My thermometer in the shade registers 90 degrees at the moment and half
of the flowers in the garden are gasping in the direct July sun. I thank
the innovative fates that I was born after the invention of central air
driven by geothermal groundwater. Hard to believe that only a few weeks ago, while much of the professional knitting world was gorging on Jeni's ice cream in Columbus, I was hanging out on York Beach with part of the New England Contingent convening something we called alt-TNNA.
There were a lot more people when we planted ourselves around lunchtime, but we outlasted them all. We came prepared: we had knitting and strong sunscreen. We did all the beachy things one does like swim in the cold cold water, practiced our sand calligraphy, and showed off our cartwheels. No one paid us any mind, bunch of girls that we are, until of course, we pulled out the yarn. THEN, oh my precious, didn't we attract all of the attention there was to spare on good old York beach?
Fast forward two weeks and here I am in a quiet house hanging out at the kitchen table with the endlessly doodling kid, while the husband is off gathering supplies for the crazy weekend gathering of his own this week (45 audiophiles, some coming from as far away as Alabama, California, and Belgium, who all need to be fed and given coffee). So am I frantically making lasagnas? or am I catching up with some works in progress, hoping to have some new sweaters for when the sun has mercy?
Yep, clearly I'm pretty relaxed about the whole week to come. It's the knitting that keeps me sane. Or innoculates me against how much freaking work I have ahead of me. This is (by the way) my third Hiro, approaching the home stretch. I'm not entirely sold on this particular green, since I'm thinking I need to go a little more on the olive side of things here. But I'll try it on in a few rows and see what I really think. Then maybe I'll season the sauce and boil up about six pounds of lasagna noodles.
Don't worry. I'm doing this for love.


◆ **Task details**:
In the listing, determine how many lines contain "content". The reply is that number alone.
-- Opening Marker --
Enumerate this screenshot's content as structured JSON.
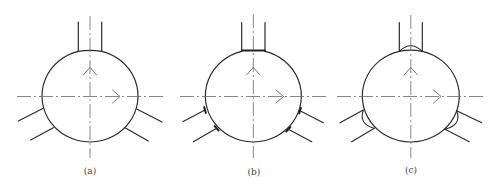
{
  "figure": {
    "panels": [
      {
        "id": "a",
        "caption": "(a)",
        "caption_pos": [
          90,
          171
        ],
        "vessel": {
          "cx": 90,
          "cy": 96,
          "rx": 48,
          "ry": 46
        },
        "centerline_h": {
          "x1": 17,
          "x2": 163,
          "y": 96.5
        },
        "centerline_v": {
          "x": 90,
          "y1": 16,
          "y2": 158
        },
        "top_pipe": {
          "x_left": 78.3,
          "x_right": 101.7,
          "y_top": 22,
          "y_join": 51.4
        },
        "joint_type": "plain",
        "branches": [
          {
            "x1": 43.3,
            "y1": 108.3,
            "x2": 18.3,
            "y2": 121
          },
          {
            "x1": 53.3,
            "y1": 127.7,
            "x2": 30.7,
            "y2": 140
          },
          {
            "x1": 136.7,
            "y1": 109,
            "x2": 162,
            "y2": 122
          },
          {
            "x1": 125,
            "y1": 127.7,
            "x2": 148.3,
            "y2": 141
          }
        ],
        "arrow_up": {
          "x": 90,
          "y": 67.3
        },
        "arrow_right": {
          "x": 120,
          "y": 96.5
        }
      },
      {
        "id": "b",
        "caption": "(b)",
        "caption_pos": [
          254,
          172
        ],
        "vessel": {
          "cx": 253.3,
          "cy": 96,
          "rx": 48,
          "ry": 46
        },
        "centerline_h": {
          "x1": 180,
          "x2": 327,
          "y": 96.5
        },
        "centerline_v": {
          "x": 253.3,
          "y1": 14,
          "y2": 158
        },
        "top_pipe": {
          "x_left": 241.7,
          "x_right": 265,
          "y_top": 22.7,
          "y_join": 50.5
        },
        "joint_type": "flat",
        "branches": [
          {
            "x1": 205,
            "y1": 110,
            "x2": 182.7,
            "y2": 121.7
          },
          {
            "x1": 216.7,
            "y1": 128.3,
            "x2": 193.3,
            "y2": 141.7
          },
          {
            "x1": 300,
            "y1": 110.7,
            "x2": 323.3,
            "y2": 122.7
          },
          {
            "x1": 288.3,
            "y1": 129.3,
            "x2": 311.7,
            "y2": 141.7
          }
        ],
        "arrow_up": {
          "x": 253.3,
          "y": 67.3
        },
        "arrow_right": {
          "x": 283.5,
          "y": 96.5
        }
      },
      {
        "id": "c",
        "caption": "(c)",
        "caption_pos": [
          411,
          170
        ],
        "vessel": {
          "cx": 410.8,
          "cy": 96,
          "rx": 48.5,
          "ry": 46
        },
        "centerline_h": {
          "x1": 337,
          "x2": 484,
          "y": 96.5
        },
        "centerline_v": {
          "x": 410.8,
          "y1": 15,
          "y2": 158
        },
        "top_pipe": {
          "x_left": 399.3,
          "x_right": 422.3,
          "y_top": 22.7,
          "y_join": 51.5
        },
        "joint_type": "bead",
        "branches": [
          {
            "x1": 363.3,
            "y1": 110,
            "x2": 340,
            "y2": 122.7
          },
          {
            "x1": 374.3,
            "y1": 128.3,
            "x2": 351.7,
            "y2": 141.7
          },
          {
            "x1": 456.7,
            "y1": 110.7,
            "x2": 481.7,
            "y2": 122.7
          },
          {
            "x1": 445,
            "y1": 129.3,
            "x2": 469.3,
            "y2": 141.7
          }
        ],
        "beads": [
          {
            "x1": 363.3,
            "y1": 110,
            "cx": 358.5,
            "cy": 124.5,
            "x2": 374.3,
            "y2": 128.3
          },
          {
            "x1": 456.7,
            "y1": 110.7,
            "cx": 462,
            "cy": 125,
            "x2": 445,
            "y2": 129.3
          }
        ],
        "arrow_up": {
          "x": 410.8,
          "y": 67.3
        },
        "arrow_right": {
          "x": 441,
          "y": 96.5
        }
      }
    ],
    "colors": {
      "outline": "#2b2b2b",
      "centerline": "#6a6a6a",
      "background": "#ffffff"
    }
  }
}
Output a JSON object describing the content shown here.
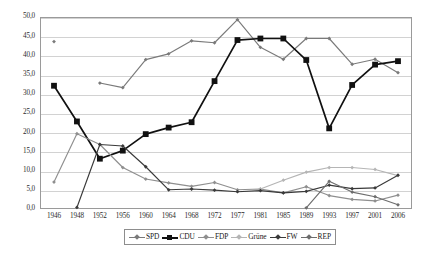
-- Closing Marker --
◆ **Task solution**:
2